Feb 5, 2008

FORBIDDEN KINGDOM//RED WALL//THOUGHTS

There are currently two major films in production which are based on classics of Chinese literature that should have broad appeal in the West.
One is Forbidden Kingdom, which teams up Jet Li with Jackie Chan for the first time. The movie appears to be about a little white boy who gets sucked back in time to Ancient China and has to save the Monkey King, and is loosely based on Journey to the West.
Trailer:



After the success of Crouching Tiger, Hidden Dragon, one would expect there to have been more American productions like this. Instead, Miramax quickly gave theatrical releases to older films they held distribution rights to such as Iron Monkey, and snapped up rights to other wuxia style films produced in China or Hong Kong such as Hero. As far as I can tell, this is the first movie since then that is actually an U.S. production with an American director (Robert Minkoff, director of The Lion King and Stuart Little). I wonder why it took eight years to get a film made that follows the tried and true formula of a Caucasian Male who becomes part of an exotic culture and becomes, you know, the best one (see Dances with Wolves or The Last Samurai or even that Chronicles of Narnia movie).

It is too bad they didn't get Stephen Chow to play the Monkey King. A Chinese Odyssey was the bomb!

The other movie based on a classic of Chinese literature is John Woo's Red Cliff, based on events from Romance of the Three Kingdoms. Not only will it be John Woo's first Asian production in 15 years, since Hard Boiled, it will be his first martial arts/historical drama type film in nearly 30 (assuming his last was Last Hurrah for Chivalry, did he make any after that? I do not believe so, but I may be wrong.).

This movie looks totally epic.



Chinese director Zhang Yimou has mentioned in several interviews ( here is one) that the reason he has made so many high-profile, epic martial-arts style films in the last few years (Hero, House of Flying Daggers, Curse of the Golden Flower) rather than less kinetic drama such as Raise the Red Lantern (a perfect film), or the more recent Riding Alone for Thousands of Miles, is that it is difficult to get funding for any other types of movies, and he wants to make profitable movies in order to keep the domestic film industry in China alive and well for the new generation of Chinese film makers.

Hopefully these high profile films will aid Yimou in his cause, and increase interest in Chinese literature and history.

Incidentally, Yimou is going to be co-directing the opening ceremonies of the 2008 Olympics.






This is a man who knows color and spectacle. It should be awesome.

1 comment:

Erik Stinson said...

Sam are you studying/did you study Chinese film at UW?!? because that's what I'm doing. Weird.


→ **REQUIRED ACTION**
Output each record below exactly, leaving any picture out of the copy.

→ **RECORDS SUPPLIED**

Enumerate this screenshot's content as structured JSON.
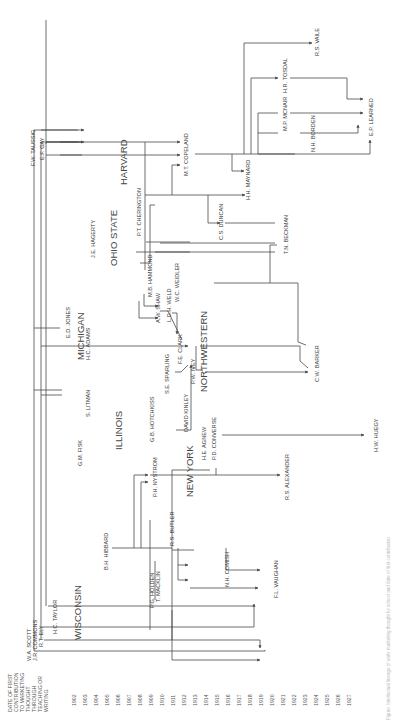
{
  "axis": {
    "heading": [
      "DATE OF FIRST",
      "CONTRIBUTION",
      "TO MARKETING",
      "THOUGHT",
      "THROUGH",
      "TEACHING OR",
      "WRITING"
    ],
    "years": [
      "1902",
      "1903",
      "1904",
      "1905",
      "1906",
      "1907",
      "1908",
      "1909",
      "1910",
      "1911",
      "1912",
      "1913",
      "1914",
      "1915",
      "1916",
      "1917",
      "1918",
      "1919",
      "1920",
      "1921",
      "1922",
      "1923",
      "1924",
      "1925",
      "1926",
      "1927"
    ]
  },
  "schools": {
    "wisconsin": "WISCONSIN",
    "illinois": "ILLINOIS",
    "new_york": "NEW YORK",
    "michigan": "MICHIGAN",
    "ohio_state": "OHIO STATE",
    "northwestern": "NORTHWESTERN",
    "harvard": "HARVARD"
  },
  "people": {
    "scott": "W.A. SCOTT",
    "commons": "J.R. COMMONS",
    "ely": "R.T. ELY",
    "taylor": "H.C. TAYLOR",
    "hibbard": "B.H. HIBBARD",
    "holden": "P.G. HOLDEN",
    "macklin": "T. MACKLIN",
    "comish": "N.H. COMISH",
    "vaughan": "F.L. VAUGHAN",
    "butler": "R.S. BUTLER",
    "nystrom": "P.H. NYSTROM",
    "agnew": "H.E. AGNEW",
    "converse": "P.D. CONVERSE",
    "alexander": "R.S. ALEXANDER",
    "fisk": "G.M. FISK",
    "litman": "S. LITMAN",
    "hotchkiss": "G.B. HOTCHKISS",
    "kinley": "DAVID KINLEY",
    "sparling": "S.E. SPARLING",
    "clark": "F.E. CLARK",
    "ivey": "P.W. IVEY",
    "huegy": "H.W. HUEGY",
    "jones": "E.D. JONES",
    "adams": "H.C. ADAMS",
    "shaw": "A.W. SHAW",
    "hammond": "M.B. HAMMOND",
    "weld": "L.D.H. WELD",
    "weidler": "W.C. WEIDLER",
    "barker": "C.W. BARKER",
    "hagerty": "J.E. HAGERTY",
    "cherington": "P.T. CHERINGTON",
    "duncan": "C.S. DUNCAN",
    "beckman": "T.N. BECKMAN",
    "taussig": "F.W. TAUSSIG",
    "gay": "E.F. GAY",
    "copeland": "M.T. COPELAND",
    "maynard": "H.H. MAYNARD",
    "mcnair": "M.P. MCNAIR",
    "tosdal": "H.R. TOSDAL",
    "borden": "N.H. BORDEN",
    "learned": "E.P. LEARNED",
    "vaile": "R.S. VAILE"
  },
  "caption": "Figure: Intellectual lineage of early marketing thought by school and date of first contribution"
}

→ **THE ANSWER**
Enumerate this screenshot's content as structured JSON.
{
  "axis": {
    "heading": [
      "DATE OF FIRST",
      "CONTRIBUTION",
      "TO MARKETING",
      "THOUGHT",
      "THROUGH",
      "TEACHING OR",
      "WRITING"
    ],
    "years": [
      "1902",
      "1903",
      "1904",
      "1905",
      "1906",
      "1907",
      "1908",
      "1909",
      "1910",
      "1911",
      "1912",
      "1913",
      "1914",
      "1915",
      "1916",
      "1917",
      "1918",
      "1919",
      "1920",
      "1921",
      "1922",
      "1923",
      "1924",
      "1925",
      "1926",
      "1927"
    ]
  },
  "schools": {
    "wisconsin": "WISCONSIN",
    "illinois": "ILLINOIS",
    "new_york": "NEW YORK",
    "michigan": "MICHIGAN",
    "ohio_state": "OHIO STATE",
    "northwestern": "NORTHWESTERN",
    "harvard": "HARVARD"
  },
  "people": {
    "scott": "W.A. SCOTT",
    "commons": "J.R. COMMONS",
    "ely": "R.T. ELY",
    "taylor": "H.C. TAYLOR",
    "hibbard": "B.H. HIBBARD",
    "holden": "P.G. HOLDEN",
    "macklin": "T. MACKLIN",
    "comish": "N.H. COMISH",
    "vaughan": "F.L. VAUGHAN",
    "butler": "R.S. BUTLER",
    "nystrom": "P.H. NYSTROM",
    "agnew": "H.E. AGNEW",
    "converse": "P.D. CONVERSE",
    "alexander": "R.S. ALEXANDER",
    "fisk": "G.M. FISK",
    "litman": "S. LITMAN",
    "hotchkiss": "G.B. HOTCHKISS",
    "kinley": "DAVID KINLEY",
    "sparling": "S.E. SPARLING",
    "clark": "F.E. CLARK",
    "ivey": "P.W. IVEY",
    "huegy": "H.W. HUEGY",
    "jones": "E.D. JONES",
    "adams": "H.C. ADAMS",
    "shaw": "A.W. SHAW",
    "hammond": "M.B. HAMMOND",
    "weld": "L.D.H. WELD",
    "weidler": "W.C. WEIDLER",
    "barker": "C.W. BARKER",
    "hagerty": "J.E. HAGERTY",
    "cherington": "P.T. CHERINGTON",
    "duncan": "C.S. DUNCAN",
    "beckman": "T.N. BECKMAN",
    "taussig": "F.W. TAUSSIG",
    "gay": "E.F. GAY",
    "copeland": "M.T. COPELAND",
    "maynard": "H.H. MAYNARD",
    "mcnair": "M.P. MCNAIR",
    "tosdal": "H.R. TOSDAL",
    "borden": "N.H. BORDEN",
    "learned": "E.P. LEARNED",
    "vaile": "R.S. VAILE"
  },
  "caption": "Figure: Intellectual lineage of early marketing thought by school and date of first contribution"
}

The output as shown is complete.